2007 GSA Denver Annual Meeting (28–31 October 2007)

Paper No. 12
Presentation Time: 4:30 PM

OSTRACODES AND FOSSIL GROUNDWATER DISCHARGE DEPOSITS IN THE AMERICAN SOUTHWEST


BRIGHT, Jordon, Department of Geosciences, University of Arizona, Tucson, AZ 85721, jbright1@email.arizona.edu

Scientists are investigating the utility of fossil groundwater deposits in the American Southwest as archives of climate change in desert environments. Approximately 130 fossil groundwater deposits have been recently mapped in the Mojave Desert alone, in addition to deposits in southern Nevada and southern Arizona, yet few of these deposits have been intensively studied. Current detailed studies are focusing on deposits in the Mojave Desert, CA, and at Murray Springs, AZ.

Groundwater deposits form where water tables intersect the earth's surface. The resulting wetlands create diverse habitats that are exploited by a variety of ostracode species. Ostracode species distributions are dictated by the physical and chemical characteristics of the host water. Key ostracode species inhabit discrete water chemistries, and ostracode assemblages can readily differentiate between lacustrine, fluvial, and spring-discharge environments. Preliminary investigations at Valley Wells, 40 km northeast of Baker, CA, revealed the presence of Cavernocypris wardi, an ostracode with strong affinities for cold, dilute spring discharge. Investigations at Lake Dumont (the most distal basin along the Mojave River drainage, approximately 60 km northwest of Baker, CA) revealed that the late Pleistocene (18-28 ka) sediments preserved in that basin are groundwater deposits rather than lacustrine sediments as originally interpreted. Lake Dumont sediments contain ostracodes indicative of a high Ca:Alk groundwater-derived chemistry (e.g., Cyprideis beaconensis) in contrast to all other pluvial lake sediments in the Mojave River drainage which contain ostracodes indicative of Mojave River-derived, low Ca:Alk water chemistries (e.g., Limnocythere ceriotuberosa). Oxygen isotope ratios (del 18O) in ostracode valve calcite are being studied at a well dated, Late Pleistocene- to early Holocene-aged groundwater deposit at Murray Springs, 8 km east of Sierra Vista, AZ, in an effort to detect changes in the del 18O of spring discharge across the Pleistocene-Holocene boundary in southern Arizona.

Fossil groundwater deposits are potential sources of paleoclimate information in the deserts of the American Southwest, augmenting existing pluvial lake, pack-rat midden, and speleothem records.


### TASK ITEM
Type the data below again exactly. Omit all pictures.
Start of SUPPLIED MATERIAL
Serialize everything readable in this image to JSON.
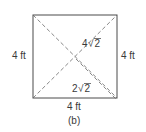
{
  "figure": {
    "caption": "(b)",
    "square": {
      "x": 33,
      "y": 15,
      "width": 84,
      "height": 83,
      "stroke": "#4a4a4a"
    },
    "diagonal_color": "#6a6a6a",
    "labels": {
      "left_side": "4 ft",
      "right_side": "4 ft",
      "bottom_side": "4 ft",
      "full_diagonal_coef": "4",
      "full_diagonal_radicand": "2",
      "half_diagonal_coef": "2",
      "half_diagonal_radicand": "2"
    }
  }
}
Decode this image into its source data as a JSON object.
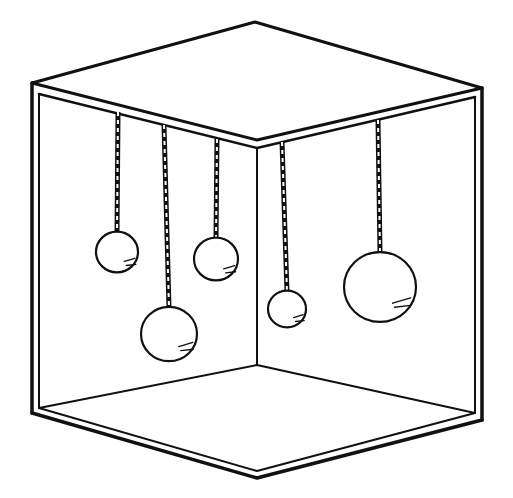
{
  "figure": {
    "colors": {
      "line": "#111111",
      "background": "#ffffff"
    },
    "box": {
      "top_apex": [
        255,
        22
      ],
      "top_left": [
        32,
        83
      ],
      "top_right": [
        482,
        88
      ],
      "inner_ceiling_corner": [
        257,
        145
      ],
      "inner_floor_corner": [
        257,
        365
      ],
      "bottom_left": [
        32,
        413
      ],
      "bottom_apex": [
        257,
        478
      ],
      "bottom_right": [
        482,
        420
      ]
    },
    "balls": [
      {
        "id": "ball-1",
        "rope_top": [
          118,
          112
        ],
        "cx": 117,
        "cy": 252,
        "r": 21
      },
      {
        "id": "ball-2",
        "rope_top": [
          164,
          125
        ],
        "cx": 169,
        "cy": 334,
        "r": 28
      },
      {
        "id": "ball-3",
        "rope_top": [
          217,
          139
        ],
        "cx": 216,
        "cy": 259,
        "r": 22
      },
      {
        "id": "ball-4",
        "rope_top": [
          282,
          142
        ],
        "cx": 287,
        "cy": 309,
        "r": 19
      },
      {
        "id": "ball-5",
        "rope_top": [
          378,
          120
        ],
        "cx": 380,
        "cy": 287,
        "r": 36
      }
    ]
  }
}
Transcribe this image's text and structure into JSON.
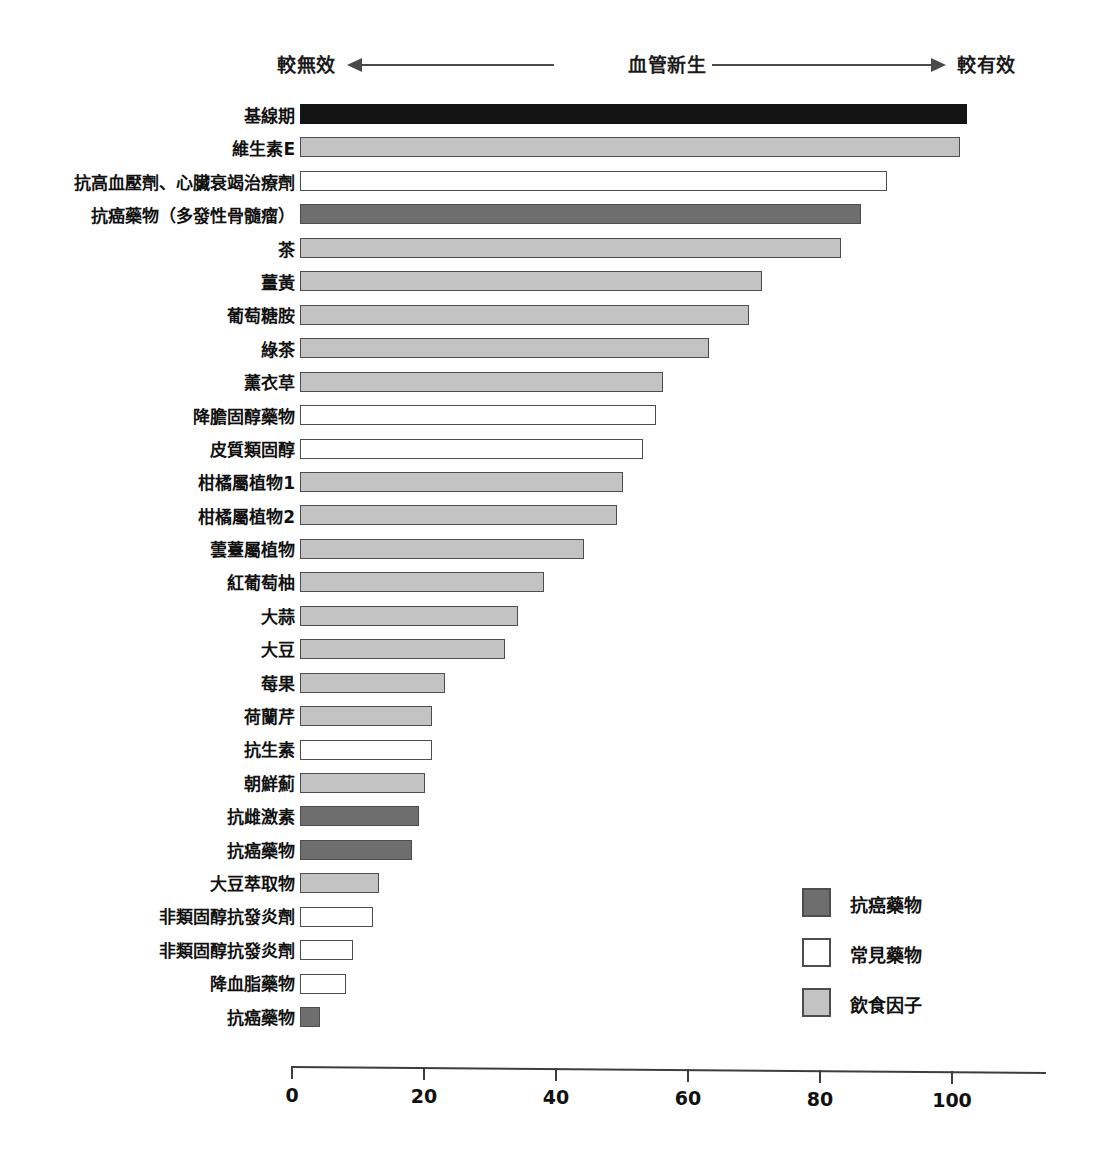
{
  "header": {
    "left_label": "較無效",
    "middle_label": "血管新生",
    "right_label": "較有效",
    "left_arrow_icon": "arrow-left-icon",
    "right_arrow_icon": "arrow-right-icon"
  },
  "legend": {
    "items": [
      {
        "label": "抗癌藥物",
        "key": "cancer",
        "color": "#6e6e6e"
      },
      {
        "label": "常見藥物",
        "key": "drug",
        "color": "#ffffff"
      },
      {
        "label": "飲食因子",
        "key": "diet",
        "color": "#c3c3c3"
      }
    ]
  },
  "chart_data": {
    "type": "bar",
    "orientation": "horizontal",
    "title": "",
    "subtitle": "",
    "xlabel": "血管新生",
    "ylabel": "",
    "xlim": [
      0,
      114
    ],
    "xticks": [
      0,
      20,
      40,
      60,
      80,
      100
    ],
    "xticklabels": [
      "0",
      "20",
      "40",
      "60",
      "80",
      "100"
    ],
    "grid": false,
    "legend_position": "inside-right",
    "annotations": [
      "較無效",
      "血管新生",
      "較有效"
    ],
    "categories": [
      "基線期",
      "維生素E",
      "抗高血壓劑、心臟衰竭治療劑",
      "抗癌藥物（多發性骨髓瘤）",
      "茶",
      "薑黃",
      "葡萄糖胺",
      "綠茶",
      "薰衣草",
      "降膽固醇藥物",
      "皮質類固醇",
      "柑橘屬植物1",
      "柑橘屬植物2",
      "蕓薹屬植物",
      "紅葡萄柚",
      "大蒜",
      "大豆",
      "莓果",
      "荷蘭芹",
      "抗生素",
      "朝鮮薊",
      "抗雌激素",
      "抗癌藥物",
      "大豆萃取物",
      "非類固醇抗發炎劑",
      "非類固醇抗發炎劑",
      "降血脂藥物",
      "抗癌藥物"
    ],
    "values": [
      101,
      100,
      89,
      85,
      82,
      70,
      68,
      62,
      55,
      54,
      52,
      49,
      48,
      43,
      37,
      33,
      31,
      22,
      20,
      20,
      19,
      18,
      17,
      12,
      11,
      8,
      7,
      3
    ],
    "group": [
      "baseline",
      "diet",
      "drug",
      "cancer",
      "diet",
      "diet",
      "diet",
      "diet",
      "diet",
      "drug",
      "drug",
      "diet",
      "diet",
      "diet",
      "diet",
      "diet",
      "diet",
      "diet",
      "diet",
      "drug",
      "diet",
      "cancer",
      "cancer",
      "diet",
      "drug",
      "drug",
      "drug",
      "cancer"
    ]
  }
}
End of SUPPLIED MATERIAL
### RESPONSE BOX
Serialize everything readable in this image to JSON.
{
  "figure": {
    "caption": "(b)",
    "square": {
      "x": 33,
      "y": 15,
      "width": 84,
      "height": 83,
      "stroke": "#4a4a4a"
    },
    "diagonal_color": "#6a6a6a",
    "labels": {
      "left_side": "4 ft",
      "right_side": "4 ft",
      "bottom_side": "4 ft",
      "full_diagonal_coef": "4",
      "full_diagonal_radicand": "2",
      "half_diagonal_coef": "2",
      "half_diagonal_radicand": "2"
    }
  }
}
Decode this image into its source data as a JSON object.
{
  "figure": {
    "colors": {
      "line": "#111111",
      "background": "#ffffff"
    },
    "box": {
      "top_apex": [
        255,
        22
      ],
      "top_left": [
        32,
        83
      ],
      "top_right": [
        482,
        88
      ],
      "inner_ceiling_corner": [
        257,
        145
      ],
      "inner_floor_corner": [
        257,
        365
      ],
      "bottom_left": [
        32,
        413
      ],
      "bottom_apex": [
        257,
        478
      ],
      "bottom_right": [
        482,
        420
      ]
    },
    "balls": [
      {
        "id": "ball-1",
        "rope_top": [
          118,
          112
        ],
        "cx": 117,
        "cy": 252,
        "r": 21
      },
      {
        "id": "ball-2",
        "rope_top": [
          164,
          125
        ],
        "cx": 169,
        "cy": 334,
        "r": 28
      },
      {
        "id": "ball-3",
        "rope_top": [
          217,
          139
        ],
        "cx": 216,
        "cy": 259,
        "r": 22
      },
      {
        "id": "ball-4",
        "rope_top": [
          282,
          142
        ],
        "cx": 287,
        "cy": 309,
        "r": 19
      },
      {
        "id": "ball-5",
        "rope_top": [
          378,
          120
        ],
        "cx": 380,
        "cy": 287,
        "r": 36
      }
    ]
  }
}
Transcribe this image's text and structure into JSON.
{
  "header": {
    "left_label": "較無效",
    "middle_label": "血管新生",
    "right_label": "較有效",
    "left_arrow_icon": "arrow-left-icon",
    "right_arrow_icon": "arrow-right-icon"
  },
  "legend": {
    "items": [
      {
        "label": "抗癌藥物",
        "key": "cancer",
        "color": "#6e6e6e"
      },
      {
        "label": "常見藥物",
        "key": "drug",
        "color": "#ffffff"
      },
      {
        "label": "飲食因子",
        "key": "diet",
        "color": "#c3c3c3"
      }
    ]
  },
  "chart_data": {
    "type": "bar",
    "orientation": "horizontal",
    "title": "",
    "subtitle": "",
    "xlabel": "血管新生",
    "ylabel": "",
    "xlim": [
      0,
      114
    ],
    "xticks": [
      0,
      20,
      40,
      60,
      80,
      100
    ],
    "xticklabels": [
      "0",
      "20",
      "40",
      "60",
      "80",
      "100"
    ],
    "grid": false,
    "legend_position": "inside-right",
    "annotations": [
      "較無效",
      "血管新生",
      "較有效"
    ],
    "categories": [
      "基線期",
      "維生素E",
      "抗高血壓劑、心臟衰竭治療劑",
      "抗癌藥物（多發性骨髓瘤）",
      "茶",
      "薑黃",
      "葡萄糖胺",
      "綠茶",
      "薰衣草",
      "降膽固醇藥物",
      "皮質類固醇",
      "柑橘屬植物1",
      "柑橘屬植物2",
      "蕓薹屬植物",
      "紅葡萄柚",
      "大蒜",
      "大豆",
      "莓果",
      "荷蘭芹",
      "抗生素",
      "朝鮮薊",
      "抗雌激素",
      "抗癌藥物",
      "大豆萃取物",
      "非類固醇抗發炎劑",
      "非類固醇抗發炎劑",
      "降血脂藥物",
      "抗癌藥物"
    ],
    "values": [
      101,
      100,
      89,
      85,
      82,
      70,
      68,
      62,
      55,
      54,
      52,
      49,
      48,
      43,
      37,
      33,
      31,
      22,
      20,
      20,
      19,
      18,
      17,
      12,
      11,
      8,
      7,
      3
    ],
    "group": [
      "baseline",
      "diet",
      "drug",
      "cancer",
      "diet",
      "diet",
      "diet",
      "diet",
      "diet",
      "drug",
      "drug",
      "diet",
      "diet",
      "diet",
      "diet",
      "diet",
      "diet",
      "diet",
      "diet",
      "drug",
      "diet",
      "cancer",
      "cancer",
      "diet",
      "drug",
      "drug",
      "drug",
      "cancer"
    ]
  }
}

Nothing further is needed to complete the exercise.